As a major modern medical imaging technique, MRI is constantly under development. "These developments lead to a higher quality control and improved processing of the acquired data", says Evelyne Balteau. The work of Elodie André is part of this process. She focused on the quality of data obtained during the study of diffusion phenomena and diffusion imaging, which indicate the way in which water molecules diffuse in the brain producing a contrast in the image. As mentioned above, the results obtained from an MRI brain scan make it possible to observe the white and grey matter of the brain as a whole in a non-invasive manner. There is no need for surgery or risky biopsies, and no need to wait for post-mortem dissection results in order to have a perfect three-dimensional image of the brain! “In diffusion”, explains Elodie André, “we are more interested in the white matter”.  Another essential point: these structural studies of the brain indicate whether the white matter is healthy or not. This element, which completes the information collected by means of cognitive methods, is important for the diagnosis of many pathologies.

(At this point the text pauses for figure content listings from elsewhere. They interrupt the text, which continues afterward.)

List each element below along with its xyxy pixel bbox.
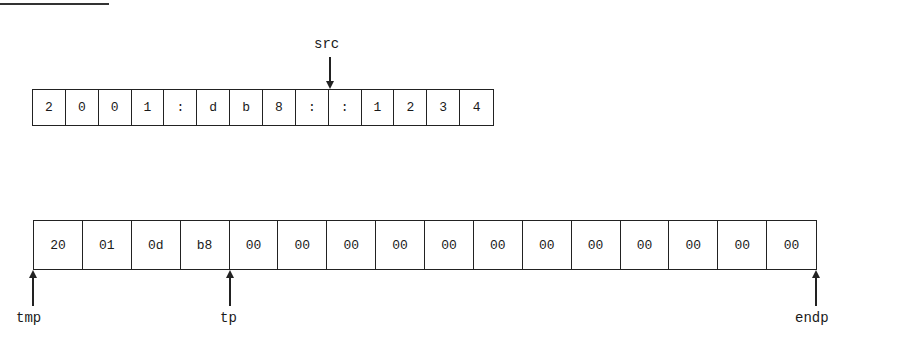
src-pointer-label: src (314, 36, 339, 52)
dest-cell: 00 (523, 221, 572, 269)
source-cell: 4 (460, 90, 493, 125)
dest-cell: 20 (34, 221, 83, 269)
dest-cell: 00 (669, 221, 718, 269)
dest-cell: b8 (181, 221, 230, 269)
source-cell: 3 (427, 90, 460, 125)
source-cell: : (329, 90, 362, 125)
endp-pointer-label: endp (795, 310, 829, 326)
source-cell: b (230, 90, 263, 125)
source-cell: d (197, 90, 230, 125)
dest-cell: 00 (425, 221, 474, 269)
dest-cell: 01 (83, 221, 132, 269)
source-cell: 2 (394, 90, 427, 125)
tmp-pointer-label: tmp (16, 310, 41, 326)
dest-cell: 00 (230, 221, 279, 269)
source-cell: 0 (66, 90, 99, 125)
dest-cell: 00 (376, 221, 425, 269)
source-cell: : (164, 90, 197, 125)
source-cell: 0 (99, 90, 132, 125)
tp-pointer-label: tp (220, 310, 237, 326)
top-rule-line (0, 3, 109, 5)
dest-cell: 00 (278, 221, 327, 269)
dest-cell: 00 (572, 221, 621, 269)
dest-byte-array: 20 01 0d b8 00 00 00 00 00 00 00 00 00 0… (33, 220, 817, 270)
source-cell: 8 (263, 90, 296, 125)
source-cell: 1 (132, 90, 165, 125)
source-cell: 1 (362, 90, 395, 125)
dest-cell: 00 (767, 221, 816, 269)
dest-cell: 00 (621, 221, 670, 269)
dest-cell: 00 (718, 221, 767, 269)
source-cell: : (296, 90, 329, 125)
source-cell: 2 (33, 90, 66, 125)
dest-cell: 0d (132, 221, 181, 269)
dest-cell: 00 (327, 221, 376, 269)
dest-cell: 00 (474, 221, 523, 269)
source-char-array: 2 0 0 1 : d b 8 : : 1 2 3 4 (32, 89, 494, 126)
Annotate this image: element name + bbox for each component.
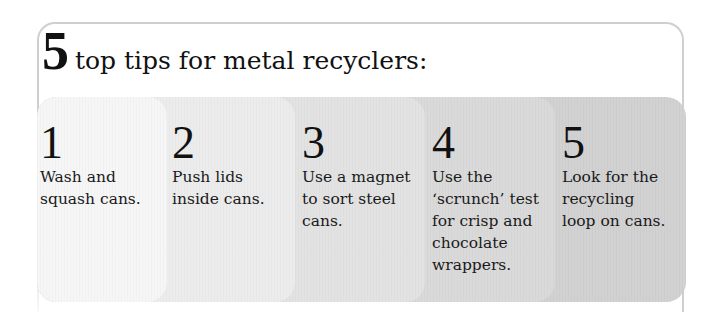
tip-number: 1 bbox=[40, 122, 168, 164]
tip-text: Use a magnet to sort steel cans. bbox=[302, 166, 430, 232]
page-title: 5top tips for metal recyclers: bbox=[42, 24, 427, 78]
tip-number: 4 bbox=[432, 122, 560, 164]
tip-text: Use the ‘scrunch’ test for crisp and cho… bbox=[432, 166, 560, 276]
tip-number: 3 bbox=[302, 122, 430, 164]
tip-3: 3 Use a magnet to sort steel cans. bbox=[302, 122, 430, 232]
tip-5: 5 Look for the recycling loop on cans. bbox=[562, 122, 690, 232]
tip-2: 2 Push lids inside cans. bbox=[172, 122, 300, 210]
tip-text: Look for the recycling loop on cans. bbox=[562, 166, 690, 232]
tip-4: 4 Use the ‘scrunch’ test for crisp and c… bbox=[432, 122, 560, 276]
title-number: 5 bbox=[42, 21, 69, 81]
tip-text: Push lids inside cans. bbox=[172, 166, 300, 210]
tip-number: 5 bbox=[562, 122, 690, 164]
tip-number: 2 bbox=[172, 122, 300, 164]
tip-1: 1 Wash and squash cans. bbox=[40, 122, 168, 210]
title-text: top tips for metal recyclers: bbox=[75, 46, 427, 75]
tip-text: Wash and squash cans. bbox=[40, 166, 168, 210]
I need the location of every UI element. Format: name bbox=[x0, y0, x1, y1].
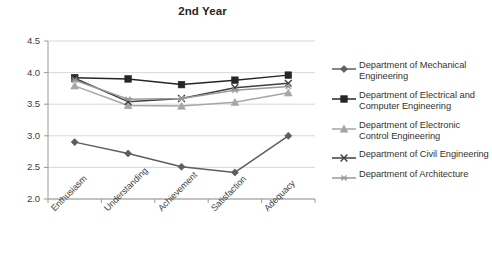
data-point-asterisk bbox=[340, 176, 347, 181]
data-point-triangle bbox=[71, 82, 79, 89]
data-point-asterisk bbox=[178, 96, 185, 101]
legend-item[interactable]: Department of Electronic Control Enginee… bbox=[332, 120, 492, 143]
legend-marker-square-icon bbox=[332, 91, 356, 103]
chart-legend: Department of Mechanical EngineeringDepa… bbox=[332, 60, 492, 189]
data-point-triangle bbox=[284, 89, 292, 96]
plot-svg bbox=[0, 0, 340, 259]
diamond-marker bbox=[340, 65, 347, 72]
square-marker bbox=[232, 77, 239, 84]
diamond-marker bbox=[125, 150, 132, 157]
legend-label: Department of Electrical and Computer En… bbox=[359, 90, 492, 113]
data-point-square bbox=[125, 76, 132, 83]
series-0 bbox=[71, 132, 292, 176]
legend-label: Department of Electronic Control Enginee… bbox=[359, 120, 492, 143]
legend-marker-asterisk-icon bbox=[332, 170, 356, 182]
data-point-diamond bbox=[340, 65, 347, 72]
legend-label: Department of Civil Engineering bbox=[359, 149, 489, 160]
y-axis-tick-label: 2.0 bbox=[14, 193, 40, 204]
legend-marker-diamond-icon bbox=[332, 61, 356, 73]
data-point-asterisk bbox=[285, 84, 292, 89]
square-marker bbox=[285, 72, 292, 79]
triangle-marker bbox=[284, 89, 292, 96]
y-axis-tick-label: 4.0 bbox=[14, 67, 40, 78]
y-axis-tick-label: 3.0 bbox=[14, 130, 40, 141]
diamond-marker bbox=[71, 139, 78, 146]
data-point-diamond bbox=[71, 139, 78, 146]
legend-item[interactable]: Department of Civil Engineering bbox=[332, 149, 492, 162]
legend-marker-x-icon bbox=[332, 150, 356, 162]
square-marker bbox=[178, 81, 185, 88]
data-point-square bbox=[285, 72, 292, 79]
legend-item[interactable]: Department of Mechanical Engineering bbox=[332, 60, 492, 83]
data-point-square bbox=[178, 81, 185, 88]
data-point-diamond bbox=[125, 150, 132, 157]
square-marker bbox=[125, 76, 132, 83]
chart-container: 2nd Year 2.02.53.03.54.04.5 EnthusiasmUn… bbox=[0, 0, 492, 259]
legend-label: Department of Architecture bbox=[359, 169, 468, 180]
data-point-diamond bbox=[178, 163, 185, 170]
legend-label: Department of Mechanical Engineering bbox=[359, 60, 492, 83]
y-axis-tick-label: 3.5 bbox=[14, 98, 40, 109]
legend-item[interactable]: Department of Electrical and Computer En… bbox=[332, 90, 492, 113]
data-point-square bbox=[232, 77, 239, 84]
legend-item[interactable]: Department of Architecture bbox=[332, 169, 492, 182]
plot-area: 2.02.53.03.54.04.5 EnthusiasmUnderstandi… bbox=[0, 0, 340, 259]
square-marker bbox=[341, 96, 348, 103]
diamond-marker bbox=[178, 163, 185, 170]
legend-marker-triangle-icon bbox=[332, 121, 356, 133]
data-point-square bbox=[341, 96, 348, 103]
y-axis-tick-label: 2.5 bbox=[14, 161, 40, 172]
y-axis-tick-label: 4.5 bbox=[14, 35, 40, 46]
triangle-marker bbox=[71, 82, 79, 89]
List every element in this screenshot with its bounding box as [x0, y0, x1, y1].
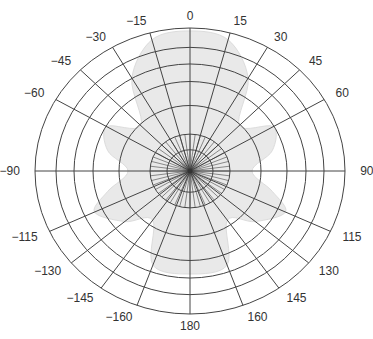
polar-chart: 01530456090115130145160180−160−145−130−1…	[0, 0, 373, 339]
angle-label: −115	[11, 230, 37, 244]
center-point	[188, 169, 193, 174]
angle-label: 15	[234, 14, 248, 28]
angle-label: −60	[24, 86, 45, 100]
angle-label: −30	[86, 30, 107, 44]
angle-label: −15	[126, 14, 147, 28]
angle-label: −90	[0, 164, 20, 178]
angle-label: −160	[105, 310, 132, 324]
angle-label: −45	[51, 54, 72, 68]
angle-label: 145	[287, 291, 307, 305]
angle-label: 0	[187, 9, 194, 23]
angle-label: −130	[34, 264, 61, 278]
angle-label: 180	[180, 319, 200, 333]
angle-label: 30	[274, 30, 288, 44]
angle-label: 130	[319, 264, 339, 278]
angle-label: 90	[360, 164, 373, 178]
angle-label: 60	[336, 86, 350, 100]
angle-label: 160	[248, 310, 268, 324]
angle-label: 45	[309, 54, 323, 68]
angle-label: −145	[66, 291, 93, 305]
angle-label: 115	[342, 230, 361, 244]
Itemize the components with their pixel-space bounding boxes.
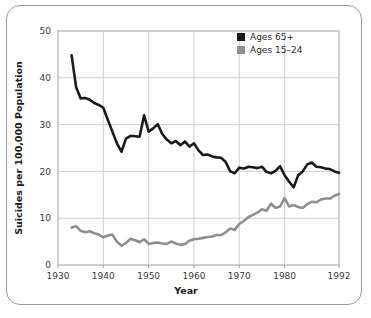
y-tick-label: 0 bbox=[45, 260, 51, 270]
y-tick-label: 20 bbox=[40, 167, 52, 177]
x-tick-label: 1930 bbox=[47, 271, 70, 281]
data-series bbox=[72, 55, 339, 245]
x-tick-label: 1980 bbox=[273, 271, 296, 281]
legend-label: Ages 65+ bbox=[250, 32, 294, 42]
line-chart: 1930194019501960197019801992 01020304050… bbox=[0, 0, 371, 318]
x-tick-label: 1992 bbox=[328, 271, 351, 281]
x-tick-label: 1970 bbox=[228, 271, 251, 281]
y-tick-label: 30 bbox=[40, 120, 52, 130]
x-axis-label: Year bbox=[173, 285, 198, 296]
y-tick-label: 50 bbox=[40, 26, 52, 36]
series-line-2 bbox=[72, 194, 339, 246]
legend-swatch bbox=[237, 46, 245, 54]
y-tick-label: 10 bbox=[40, 213, 52, 223]
chart-figure: 1930194019501960197019801992 01020304050… bbox=[0, 0, 371, 318]
chart-legend: Ages 65+Ages 15–24 bbox=[237, 32, 303, 55]
legend-label: Ages 15–24 bbox=[250, 45, 303, 55]
y-axis-label: Suicides per 100,000 Population bbox=[13, 61, 24, 235]
x-tick-label: 1940 bbox=[92, 271, 115, 281]
x-axis-ticks: 1930194019501960197019801992 bbox=[47, 265, 351, 281]
legend-swatch bbox=[237, 33, 245, 41]
y-axis-ticks: 01020304050 bbox=[40, 26, 52, 270]
y-tick-label: 40 bbox=[40, 73, 52, 83]
x-tick-label: 1950 bbox=[137, 271, 160, 281]
series-line-1 bbox=[72, 55, 339, 187]
x-tick-label: 1960 bbox=[183, 271, 206, 281]
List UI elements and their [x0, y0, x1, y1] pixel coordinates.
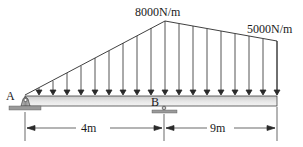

 "In order to clearly understand what diffusion involves on a macroscopic level, you might imagine a drop of ink added to a glass of water. The drop of ink diffuses into the water. The concentration of ink molecules which is dense in the ink drop, becomes homogenous throughout the entire glass of water and balances out without any extra stirring, explains Elodie André

What is examined here is therefore the diffusion of the water molecules themselves in the human brain. These molecules are not static. The direction, or directions they take are important. "In fact the molecules diffuse more along the fibres, because there are fewer barriers than perpendicularly (among others, the membranes and myelin). By observing this movement, it becomes possible to extrapolate the direction of nerve fibres. Thanks to repeated measurements in different directions and carried out over the entire brain, it is possible to characterize the diffusion in 3D. For each voxel (each volume element of the image), the diffusion tensor can be represented by an ellipsoid which can vary in size and is more or less stretched along the main direction of diffusion of the water molecules in this voxel",  the physicist continues. 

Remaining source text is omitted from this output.